Choose an Azure landing zone option

Completed

Azure landing zones provide cloud adoption teams with a well-managed environment for their workloads. Each of the following options applies a predetermined set of design considerations for landing zones to provide an implementation and architecture to guide your environment configuration.

Basic implementation option

As outlined in the customer narrative, Tailwind Traders wants to start with a smaller implementation footprint. The company will then iterate on the implementation over time, with guidance from the Govern, Manage, and Secure methodologies.

For organizations where the conceptual architecture fits with the operating model and resource structure that they plan to use, there's a ready-made deployment experience called the Azure landing zone accelerator.

The accelerator is a deployment from the Azure portal that provides a full implementation of the conceptual architecture. It also provides opinionated configurations for key components such as management groups, policies. and management functions.

For each section of the deployment, the accelerator provides options for modifying the implementation to include or exclude specific capabilities, depending on what the business needs. This can enable organizations to start with a smaller footprint and add capabilities over time, in line with the methodologies in the Cloud Adoption Framework.

The Tailwind Traders team from the customer narrative will use the Azure landing zone accelerator to configure the initial environment. In the next unit, we'll walk through a step-by-step deployment based on the team's decisions. The Tailwind Traders deployment doesn't take full advantage of the operations management or governance components of the accelerator, so that unit will also outline how to deploy with those options.

Customized implementation options

Although the accelerator is the suggested starting point for all customers, it does assume full alignment with the conceptual architecture, adherence to the design principles, and tooling for cloud-native operations. For customers who need to customize their experience with Azure landing zones, the following implementation options might be a better fit:

  • Azure landing zone Terraform modules are a third-party path for multicloud operating models. This path can limit Azure-first operating models. Review the design principles or deploy this solution to your Azure environment.

  • Bicep is a domain-specific language (DSL) that uses declarative syntax to deploy Azure resources. In a Bicep file, you define the infrastructure that you want to deploy to Azure. You then use that file throughout the development lifecycle to repeatedly deploy your infrastructure. Your resources are deployed in a consistent way.

    Bicep provides concise syntax, reliable type safety, and support for code reuse. Bicep offers an efficient authoring experience for your infrastructure-as-code solutions in Azure.

  • Enterprise-scale Azure Resource Manager (ARM) templates can be deployed and customized by infrastructure teams as part of infrastructure-as-code pipelines to deliver the full conceptual architecture.

For more detail, see Interactive guide: Prepare your cloud environments with Cloud Adoption Framework.

Partner implementation options

Configuration of your cloud environment can be one of the biggest enablers for cloud success. It can also be one of the biggest blockers if the configuration is misaligned with how you want to operate workloads in the cloud. If the success of your adoption project is critical and your team isn't sure how to proceed, consult with a Microsoft partner.

Many of the top Microsoft partners provide offerings aligned to the Ready methodology of the Cloud Adoption Framework. Those offerings typically include a partner's own customized implementation of an Azure landing zone.

Before you engage a partner, review the guide to evaluating partner implementation options for Azure landing zones.

Check your knowledge

1.

Which implementation option should Tailwind Traders use to start its deployment of an Azure landing zone?

2.

If all of the indicators in the prior question were observed, which would be a better starting point for Tailwind Traders?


To do. For the records below, tally the lines that include the word "swatch" and give only the tally.

(Beginning of Supplied material)

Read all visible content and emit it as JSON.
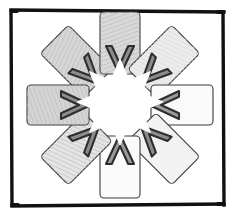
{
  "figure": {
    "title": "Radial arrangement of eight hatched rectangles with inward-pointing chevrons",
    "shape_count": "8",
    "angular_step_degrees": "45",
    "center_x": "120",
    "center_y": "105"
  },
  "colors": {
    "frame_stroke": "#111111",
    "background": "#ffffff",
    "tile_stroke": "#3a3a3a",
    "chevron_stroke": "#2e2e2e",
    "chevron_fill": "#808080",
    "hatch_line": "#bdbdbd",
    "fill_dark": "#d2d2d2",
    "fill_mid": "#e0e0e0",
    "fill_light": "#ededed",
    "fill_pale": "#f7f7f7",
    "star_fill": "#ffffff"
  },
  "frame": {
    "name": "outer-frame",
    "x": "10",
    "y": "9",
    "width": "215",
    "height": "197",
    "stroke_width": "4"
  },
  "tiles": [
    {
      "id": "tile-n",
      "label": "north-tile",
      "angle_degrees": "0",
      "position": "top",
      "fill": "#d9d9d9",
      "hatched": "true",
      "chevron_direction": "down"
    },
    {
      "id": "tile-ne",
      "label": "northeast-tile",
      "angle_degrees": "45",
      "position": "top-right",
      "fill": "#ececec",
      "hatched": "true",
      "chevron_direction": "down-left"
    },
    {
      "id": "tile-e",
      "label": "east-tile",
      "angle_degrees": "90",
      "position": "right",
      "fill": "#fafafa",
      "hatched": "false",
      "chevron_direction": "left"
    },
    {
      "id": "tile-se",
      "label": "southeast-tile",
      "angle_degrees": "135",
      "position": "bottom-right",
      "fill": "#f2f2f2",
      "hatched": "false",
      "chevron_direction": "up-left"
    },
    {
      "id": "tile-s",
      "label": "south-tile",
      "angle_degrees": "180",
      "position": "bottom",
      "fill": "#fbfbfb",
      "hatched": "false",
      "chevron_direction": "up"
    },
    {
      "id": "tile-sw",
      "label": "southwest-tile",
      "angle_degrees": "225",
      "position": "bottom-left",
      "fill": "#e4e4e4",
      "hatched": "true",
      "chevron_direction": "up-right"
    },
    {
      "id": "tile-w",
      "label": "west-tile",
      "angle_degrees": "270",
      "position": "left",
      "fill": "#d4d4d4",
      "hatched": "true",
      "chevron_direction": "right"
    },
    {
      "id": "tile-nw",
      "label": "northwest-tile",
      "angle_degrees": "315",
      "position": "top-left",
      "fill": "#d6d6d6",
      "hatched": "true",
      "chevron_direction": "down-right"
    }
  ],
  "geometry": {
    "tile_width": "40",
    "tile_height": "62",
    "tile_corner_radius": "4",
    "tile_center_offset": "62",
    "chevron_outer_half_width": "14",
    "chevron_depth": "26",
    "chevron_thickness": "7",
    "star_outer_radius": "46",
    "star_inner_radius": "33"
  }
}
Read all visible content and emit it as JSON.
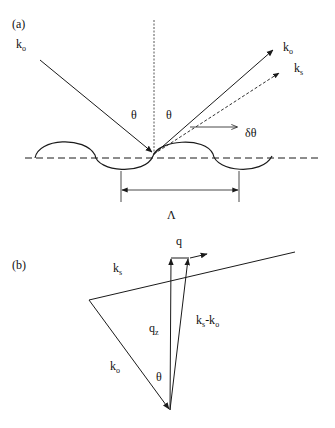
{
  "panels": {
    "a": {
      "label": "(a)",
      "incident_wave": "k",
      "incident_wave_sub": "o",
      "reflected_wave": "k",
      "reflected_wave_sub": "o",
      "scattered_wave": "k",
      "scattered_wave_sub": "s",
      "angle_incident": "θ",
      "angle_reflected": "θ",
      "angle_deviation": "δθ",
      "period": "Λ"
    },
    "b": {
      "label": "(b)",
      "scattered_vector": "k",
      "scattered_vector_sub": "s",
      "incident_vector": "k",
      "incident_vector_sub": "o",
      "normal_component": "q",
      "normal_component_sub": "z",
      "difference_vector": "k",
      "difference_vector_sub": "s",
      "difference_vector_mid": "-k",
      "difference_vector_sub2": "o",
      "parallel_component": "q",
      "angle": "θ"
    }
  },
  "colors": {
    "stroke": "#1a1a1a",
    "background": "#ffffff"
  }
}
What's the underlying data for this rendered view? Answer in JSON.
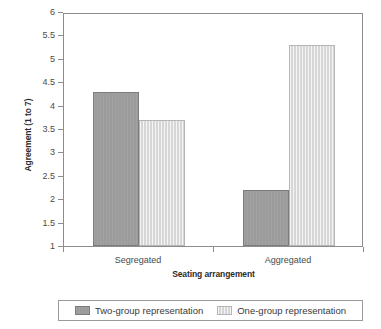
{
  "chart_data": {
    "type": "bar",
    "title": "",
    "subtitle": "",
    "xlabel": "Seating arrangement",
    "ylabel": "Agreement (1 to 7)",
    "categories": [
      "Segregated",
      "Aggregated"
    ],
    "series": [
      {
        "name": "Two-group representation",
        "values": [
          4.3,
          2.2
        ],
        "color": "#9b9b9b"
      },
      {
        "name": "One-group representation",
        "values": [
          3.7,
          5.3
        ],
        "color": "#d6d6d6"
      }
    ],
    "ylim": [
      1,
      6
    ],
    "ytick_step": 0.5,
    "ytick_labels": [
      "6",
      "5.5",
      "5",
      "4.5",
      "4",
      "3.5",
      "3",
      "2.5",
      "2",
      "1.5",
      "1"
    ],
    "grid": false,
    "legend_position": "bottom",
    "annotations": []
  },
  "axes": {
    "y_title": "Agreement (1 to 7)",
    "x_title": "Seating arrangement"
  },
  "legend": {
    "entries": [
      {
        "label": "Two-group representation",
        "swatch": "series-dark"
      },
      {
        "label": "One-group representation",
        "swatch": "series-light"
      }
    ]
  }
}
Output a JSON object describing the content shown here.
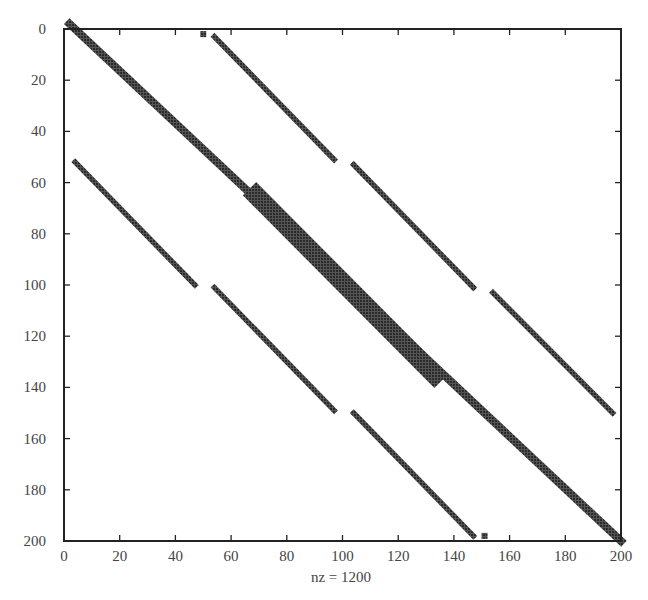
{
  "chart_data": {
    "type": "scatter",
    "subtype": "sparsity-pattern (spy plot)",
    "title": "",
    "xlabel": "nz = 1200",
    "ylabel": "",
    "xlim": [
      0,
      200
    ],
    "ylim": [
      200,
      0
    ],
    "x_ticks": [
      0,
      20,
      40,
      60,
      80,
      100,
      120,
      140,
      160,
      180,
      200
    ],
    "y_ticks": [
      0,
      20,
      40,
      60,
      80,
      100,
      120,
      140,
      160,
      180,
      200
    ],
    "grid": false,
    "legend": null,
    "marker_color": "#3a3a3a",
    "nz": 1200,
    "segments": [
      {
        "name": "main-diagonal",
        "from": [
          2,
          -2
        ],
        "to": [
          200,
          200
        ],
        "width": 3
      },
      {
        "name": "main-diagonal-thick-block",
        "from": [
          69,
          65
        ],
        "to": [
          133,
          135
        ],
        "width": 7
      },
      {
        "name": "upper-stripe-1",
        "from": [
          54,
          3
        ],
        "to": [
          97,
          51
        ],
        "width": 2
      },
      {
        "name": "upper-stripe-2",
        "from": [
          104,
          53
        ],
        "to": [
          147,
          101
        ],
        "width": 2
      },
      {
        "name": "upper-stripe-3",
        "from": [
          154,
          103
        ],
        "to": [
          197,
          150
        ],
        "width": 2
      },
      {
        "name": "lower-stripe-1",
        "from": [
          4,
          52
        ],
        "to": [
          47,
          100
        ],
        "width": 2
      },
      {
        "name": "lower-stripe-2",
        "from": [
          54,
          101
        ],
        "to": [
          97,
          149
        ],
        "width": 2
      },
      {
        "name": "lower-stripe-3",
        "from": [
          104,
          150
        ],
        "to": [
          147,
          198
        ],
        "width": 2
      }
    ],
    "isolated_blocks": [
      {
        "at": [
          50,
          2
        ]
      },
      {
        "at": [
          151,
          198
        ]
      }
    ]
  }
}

(End of Supplied material)

Expected answer. 2